People who rely on public transit are the ones suffering here, and they're the same ones that need affordable housing.
From what I've seen in greater Camberville, reasonable-to-good public transit is actually one of the big draws of this corner of the world. Ask a suburban Californian who rides "urban buses", and then ride the 87/88 around here: you see a reasonable slice of technology professionals going to software jobs in East Cambridge, and the T bus clientele is very different from what a suburbanite would expect.

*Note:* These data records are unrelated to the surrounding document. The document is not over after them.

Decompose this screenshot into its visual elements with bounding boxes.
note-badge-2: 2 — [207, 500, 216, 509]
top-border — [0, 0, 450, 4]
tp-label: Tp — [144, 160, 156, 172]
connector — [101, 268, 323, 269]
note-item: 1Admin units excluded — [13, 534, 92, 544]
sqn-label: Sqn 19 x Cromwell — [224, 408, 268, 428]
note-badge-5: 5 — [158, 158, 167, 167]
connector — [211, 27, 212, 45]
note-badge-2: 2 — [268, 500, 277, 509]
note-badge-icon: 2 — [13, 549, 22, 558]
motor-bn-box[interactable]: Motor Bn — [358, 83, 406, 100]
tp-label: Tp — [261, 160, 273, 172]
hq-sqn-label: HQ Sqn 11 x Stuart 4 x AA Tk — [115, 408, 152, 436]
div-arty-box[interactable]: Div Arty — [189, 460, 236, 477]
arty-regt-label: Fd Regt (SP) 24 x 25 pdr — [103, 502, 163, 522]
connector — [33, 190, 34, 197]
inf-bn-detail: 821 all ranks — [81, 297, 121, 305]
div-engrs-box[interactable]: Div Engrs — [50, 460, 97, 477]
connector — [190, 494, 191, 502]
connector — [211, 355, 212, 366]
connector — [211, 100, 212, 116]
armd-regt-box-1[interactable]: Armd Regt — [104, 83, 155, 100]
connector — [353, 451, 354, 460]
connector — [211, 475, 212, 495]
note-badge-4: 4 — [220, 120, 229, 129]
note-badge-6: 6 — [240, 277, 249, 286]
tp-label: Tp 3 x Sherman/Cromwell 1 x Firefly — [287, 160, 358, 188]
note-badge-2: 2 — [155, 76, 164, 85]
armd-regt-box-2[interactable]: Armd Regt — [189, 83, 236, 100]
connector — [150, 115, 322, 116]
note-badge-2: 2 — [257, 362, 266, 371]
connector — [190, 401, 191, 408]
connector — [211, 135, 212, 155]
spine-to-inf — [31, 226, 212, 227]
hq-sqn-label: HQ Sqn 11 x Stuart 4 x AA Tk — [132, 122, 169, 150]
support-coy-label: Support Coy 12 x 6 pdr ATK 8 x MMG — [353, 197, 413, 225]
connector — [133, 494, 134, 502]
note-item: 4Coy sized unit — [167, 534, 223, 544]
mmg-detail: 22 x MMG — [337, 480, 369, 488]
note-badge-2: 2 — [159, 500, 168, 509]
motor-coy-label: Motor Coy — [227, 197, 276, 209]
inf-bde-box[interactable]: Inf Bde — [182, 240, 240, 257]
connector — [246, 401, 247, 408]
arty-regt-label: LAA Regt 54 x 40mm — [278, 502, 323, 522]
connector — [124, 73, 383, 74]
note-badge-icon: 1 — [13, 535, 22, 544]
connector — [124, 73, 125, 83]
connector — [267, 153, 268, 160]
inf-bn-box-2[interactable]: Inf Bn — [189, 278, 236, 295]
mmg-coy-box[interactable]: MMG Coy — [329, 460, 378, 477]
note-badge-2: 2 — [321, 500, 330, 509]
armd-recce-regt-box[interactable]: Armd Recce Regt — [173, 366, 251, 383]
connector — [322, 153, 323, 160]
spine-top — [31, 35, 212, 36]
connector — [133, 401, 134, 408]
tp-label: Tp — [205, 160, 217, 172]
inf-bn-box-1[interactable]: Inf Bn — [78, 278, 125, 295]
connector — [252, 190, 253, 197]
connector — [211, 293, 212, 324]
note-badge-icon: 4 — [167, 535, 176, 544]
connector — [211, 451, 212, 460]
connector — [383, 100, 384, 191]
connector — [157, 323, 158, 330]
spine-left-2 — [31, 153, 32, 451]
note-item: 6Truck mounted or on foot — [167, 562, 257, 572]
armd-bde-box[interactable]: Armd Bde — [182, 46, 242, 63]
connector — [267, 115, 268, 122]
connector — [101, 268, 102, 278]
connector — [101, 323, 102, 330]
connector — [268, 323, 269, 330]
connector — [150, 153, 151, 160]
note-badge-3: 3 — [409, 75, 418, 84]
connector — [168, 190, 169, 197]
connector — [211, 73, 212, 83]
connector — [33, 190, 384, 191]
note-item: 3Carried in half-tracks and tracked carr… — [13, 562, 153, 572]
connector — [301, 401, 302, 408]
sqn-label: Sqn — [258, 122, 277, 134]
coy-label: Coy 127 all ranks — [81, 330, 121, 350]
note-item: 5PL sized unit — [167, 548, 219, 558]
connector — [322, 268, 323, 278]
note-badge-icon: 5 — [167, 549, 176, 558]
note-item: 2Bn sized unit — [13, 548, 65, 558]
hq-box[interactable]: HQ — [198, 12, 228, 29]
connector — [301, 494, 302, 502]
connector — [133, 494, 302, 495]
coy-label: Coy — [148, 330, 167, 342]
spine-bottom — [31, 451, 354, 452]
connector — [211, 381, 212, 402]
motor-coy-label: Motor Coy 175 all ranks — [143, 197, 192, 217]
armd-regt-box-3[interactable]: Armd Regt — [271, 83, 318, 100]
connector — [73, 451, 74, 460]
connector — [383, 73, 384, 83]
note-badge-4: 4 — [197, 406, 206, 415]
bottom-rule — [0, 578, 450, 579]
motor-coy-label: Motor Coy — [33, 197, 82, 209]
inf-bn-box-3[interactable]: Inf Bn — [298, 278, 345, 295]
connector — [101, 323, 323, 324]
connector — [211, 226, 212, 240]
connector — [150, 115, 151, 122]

"Affordable housing" is also a technical term. One local mechanism I've seen for getting it is giving developers subsidies in exchange for new units that are deed-restricted to only be sold to people who earn less than 80% of median income. I feel like those units sell for far below market rates: these two units (both between Union and Inman; one 2br/2ba limited to 80% median income, one 1br/1ba limited to 110% median income) are both selling for around $200K, but other properties in the area (according to Zillow) are vastly more than that; even another unit in the 432 Norfolk St. building sold a year ago for $311K.
The short of it is, I think better transit will make the area more expensive, not less, and it will result in even fewer properties being naturally available around that $200K "affordable" price point.
RE: dystopia or no? a guessing game!
Date: 2015-12-14 02:26 pm (UTC)From what I've seen in greater Camberville, reasonable-to-good public transit is actually one of the big draws of this corner of the world. Ask a suburban Californian who rides "urban buses", and then ride the 87/88 around here: you see a reasonable slice of technology professionals going to software jobs in East Cambridge, and the T bus clientele is very different from what a suburbanite would expect.
"Affordable housing" is also a technical term. One local mechanism I've seen for getting it is giving developers subsidies in exchange for new units that are deed-restricted to only be sold to people who earn less than 80% of median income. I feel like those units sell for far below market rates: these two units (both between Union and Inman; one 2br/2ba limited to 80% median income, one 1br/1ba limited to 110% median income) are both selling for around $200K, but other properties in the area (according to Zillow) are vastly more than that; even another unit in the 432 Norfolk St. building sold a year ago for $311K.
The short of it is, I think better transit will make the area more expensive, not less, and it will result in even fewer properties being naturally available around that $200K "affordable" price point.